Apple Confirms Jobs Goes Back to Work

Apple chief Steve Jobs has returned to work after a six-month medical leave that involved a liver transplant, a company spokesperson has said.

Steve Jobs, Apple chief executive is back at work after a six-month medical leave that included a liver transplant, according to the company.

“Steve is back to work,” an Apple spokesperson told Reuters yesterday. “He’s currently at Apple a few days a week, and working from home the remaining days. We are very glad to have him back.”

Steve Jobs underwent a liver transplant at the Methodist University Hospital Transplant Institute, in Tennessee, around two months ago, according to reports. Jobs was the “sickest patient on the waiting list at the time a donor organ became available,” according to a statement by the hospital.

“Jobs is now recovering well and has an excellent prognosis,” continued the hospital statement, which Jobs reportedly approved, and which contained no further details about his underlying medical condition. Jobs was also treated for a type of pancreatic cancer in 2004.

Despite his leave of absence, Apple continued to do well, with a highly successful June 19 rollout of the iPhone 3G S, of which one million were sold by its third day of release.

“Customers are voting and the iPhone is winning,” Jobs wrote in a statement accompanying the device’s release. “With over 50,000 applications available from Apple’s revolutionary App Store, iPhone momentum is stronger than ever.”

However, Apple’s original, terse statements concerning the circumstances of Jobs’ leave – that his condition was due to a “hormone imbalance,” and then that his medical issues were “more complex” than initially anticipated – still have the potential to generate trouble for the company.

The US Securities and Exchange Commission (SEC) could potentially feel that due to Jobs’ position as Apple’s chief executive, the company should have revealed more about his condition, as his death or incapacitation would have had a potentially seismic effect on the company’s stock and thus its fortunes.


* [INSTRUCTIONS FOR THE TASK] The expected response is a copy of every line in the entries below that includes the word "style".

* [DATA FOR ANALYSIS]
-------------------------
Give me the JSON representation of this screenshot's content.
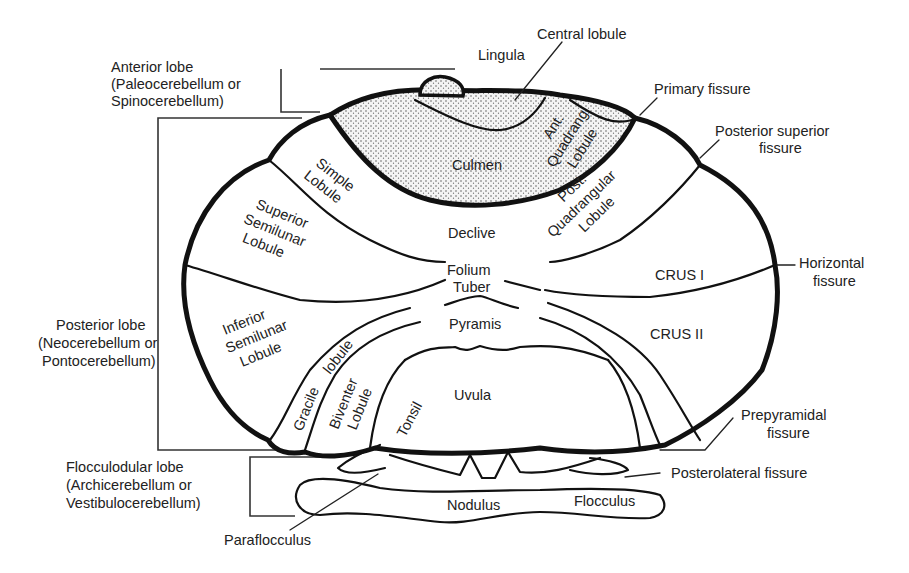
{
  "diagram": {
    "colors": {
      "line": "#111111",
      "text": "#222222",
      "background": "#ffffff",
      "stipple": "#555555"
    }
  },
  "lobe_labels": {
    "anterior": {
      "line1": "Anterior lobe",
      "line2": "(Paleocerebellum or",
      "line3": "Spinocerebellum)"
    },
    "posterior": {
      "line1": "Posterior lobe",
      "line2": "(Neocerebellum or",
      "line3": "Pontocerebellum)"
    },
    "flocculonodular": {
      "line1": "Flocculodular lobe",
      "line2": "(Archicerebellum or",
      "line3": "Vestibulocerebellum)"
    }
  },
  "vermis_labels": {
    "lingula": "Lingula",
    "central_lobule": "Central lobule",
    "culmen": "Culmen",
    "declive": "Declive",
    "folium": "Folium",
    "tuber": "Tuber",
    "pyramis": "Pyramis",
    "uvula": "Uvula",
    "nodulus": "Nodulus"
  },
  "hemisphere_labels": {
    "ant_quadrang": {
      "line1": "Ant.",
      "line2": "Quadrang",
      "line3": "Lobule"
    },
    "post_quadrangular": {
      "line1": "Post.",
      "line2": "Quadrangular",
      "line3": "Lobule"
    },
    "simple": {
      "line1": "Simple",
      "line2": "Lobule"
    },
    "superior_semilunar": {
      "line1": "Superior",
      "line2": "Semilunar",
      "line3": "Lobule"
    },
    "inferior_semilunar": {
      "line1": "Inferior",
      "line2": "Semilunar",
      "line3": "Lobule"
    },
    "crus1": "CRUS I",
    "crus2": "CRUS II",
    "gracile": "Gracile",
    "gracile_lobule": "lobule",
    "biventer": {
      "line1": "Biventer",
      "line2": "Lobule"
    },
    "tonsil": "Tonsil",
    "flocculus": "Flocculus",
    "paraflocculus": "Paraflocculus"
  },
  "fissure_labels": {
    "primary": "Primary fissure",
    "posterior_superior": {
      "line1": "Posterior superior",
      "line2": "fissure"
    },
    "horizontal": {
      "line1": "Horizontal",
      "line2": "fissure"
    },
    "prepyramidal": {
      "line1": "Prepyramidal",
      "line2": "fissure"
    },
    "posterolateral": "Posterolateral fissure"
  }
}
-------------------------
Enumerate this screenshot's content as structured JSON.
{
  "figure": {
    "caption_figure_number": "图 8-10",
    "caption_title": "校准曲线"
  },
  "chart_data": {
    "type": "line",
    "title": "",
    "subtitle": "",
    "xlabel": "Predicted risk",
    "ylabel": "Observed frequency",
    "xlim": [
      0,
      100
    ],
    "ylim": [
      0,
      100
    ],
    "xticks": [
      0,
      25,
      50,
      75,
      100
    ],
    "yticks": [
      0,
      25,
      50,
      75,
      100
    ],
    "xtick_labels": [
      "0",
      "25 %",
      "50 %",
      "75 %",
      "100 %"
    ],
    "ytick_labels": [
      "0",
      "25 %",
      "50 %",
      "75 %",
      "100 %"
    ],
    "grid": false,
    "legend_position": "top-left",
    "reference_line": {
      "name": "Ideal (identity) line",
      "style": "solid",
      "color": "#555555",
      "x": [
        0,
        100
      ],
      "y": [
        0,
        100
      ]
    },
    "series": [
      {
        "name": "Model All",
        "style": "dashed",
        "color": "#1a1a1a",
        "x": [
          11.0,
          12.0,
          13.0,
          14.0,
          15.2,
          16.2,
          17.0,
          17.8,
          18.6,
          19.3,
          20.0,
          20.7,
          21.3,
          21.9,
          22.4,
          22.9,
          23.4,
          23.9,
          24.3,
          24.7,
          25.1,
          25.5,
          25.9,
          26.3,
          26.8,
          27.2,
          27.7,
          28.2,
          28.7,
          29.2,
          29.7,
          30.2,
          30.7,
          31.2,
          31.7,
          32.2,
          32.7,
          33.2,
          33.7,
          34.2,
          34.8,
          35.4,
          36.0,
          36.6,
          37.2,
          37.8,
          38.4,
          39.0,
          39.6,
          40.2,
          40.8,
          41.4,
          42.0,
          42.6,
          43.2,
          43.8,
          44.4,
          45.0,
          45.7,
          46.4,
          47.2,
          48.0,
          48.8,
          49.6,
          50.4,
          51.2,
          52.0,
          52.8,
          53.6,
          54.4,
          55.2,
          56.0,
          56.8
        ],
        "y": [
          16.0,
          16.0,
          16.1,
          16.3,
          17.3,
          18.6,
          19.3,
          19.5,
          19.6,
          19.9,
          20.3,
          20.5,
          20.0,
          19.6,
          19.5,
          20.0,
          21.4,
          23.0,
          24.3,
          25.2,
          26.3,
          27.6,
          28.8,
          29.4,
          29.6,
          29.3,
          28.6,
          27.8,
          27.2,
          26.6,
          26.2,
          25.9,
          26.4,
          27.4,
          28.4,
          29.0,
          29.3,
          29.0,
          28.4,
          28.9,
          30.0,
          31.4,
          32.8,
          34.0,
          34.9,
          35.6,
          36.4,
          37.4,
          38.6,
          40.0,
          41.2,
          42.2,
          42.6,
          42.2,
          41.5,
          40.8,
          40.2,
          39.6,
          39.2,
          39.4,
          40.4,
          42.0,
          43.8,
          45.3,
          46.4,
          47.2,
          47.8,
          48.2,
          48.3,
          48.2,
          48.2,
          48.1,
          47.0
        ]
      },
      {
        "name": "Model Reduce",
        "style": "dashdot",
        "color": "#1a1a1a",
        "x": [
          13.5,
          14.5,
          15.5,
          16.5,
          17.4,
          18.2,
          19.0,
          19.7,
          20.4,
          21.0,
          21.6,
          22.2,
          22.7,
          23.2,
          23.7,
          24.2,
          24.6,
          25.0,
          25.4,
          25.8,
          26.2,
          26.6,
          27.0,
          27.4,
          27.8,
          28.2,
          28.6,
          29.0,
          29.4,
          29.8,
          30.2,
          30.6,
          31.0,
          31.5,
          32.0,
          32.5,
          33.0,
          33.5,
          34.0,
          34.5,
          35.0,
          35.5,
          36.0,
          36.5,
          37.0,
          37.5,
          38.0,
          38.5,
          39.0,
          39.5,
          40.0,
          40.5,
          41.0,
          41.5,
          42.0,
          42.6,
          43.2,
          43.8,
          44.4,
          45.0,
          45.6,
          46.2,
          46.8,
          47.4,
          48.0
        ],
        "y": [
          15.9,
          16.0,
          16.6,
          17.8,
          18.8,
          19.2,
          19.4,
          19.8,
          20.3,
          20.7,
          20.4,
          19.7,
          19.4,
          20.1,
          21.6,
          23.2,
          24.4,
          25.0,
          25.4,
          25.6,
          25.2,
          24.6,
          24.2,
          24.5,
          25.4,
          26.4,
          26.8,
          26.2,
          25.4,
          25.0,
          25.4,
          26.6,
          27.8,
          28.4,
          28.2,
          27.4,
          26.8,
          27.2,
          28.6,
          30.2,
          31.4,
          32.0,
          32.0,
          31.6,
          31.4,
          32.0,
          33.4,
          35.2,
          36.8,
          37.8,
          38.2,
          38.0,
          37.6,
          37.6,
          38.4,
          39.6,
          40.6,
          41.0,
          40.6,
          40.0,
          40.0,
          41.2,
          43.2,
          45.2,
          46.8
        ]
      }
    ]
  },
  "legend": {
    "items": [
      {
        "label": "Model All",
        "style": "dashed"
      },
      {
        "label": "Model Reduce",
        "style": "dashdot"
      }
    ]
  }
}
-------------------------
* [SOLUTION]
      "style": "solid",
        "style": "dashed",
        "style": "dashdot",
        "style": "dashed"
        "style": "dashdot"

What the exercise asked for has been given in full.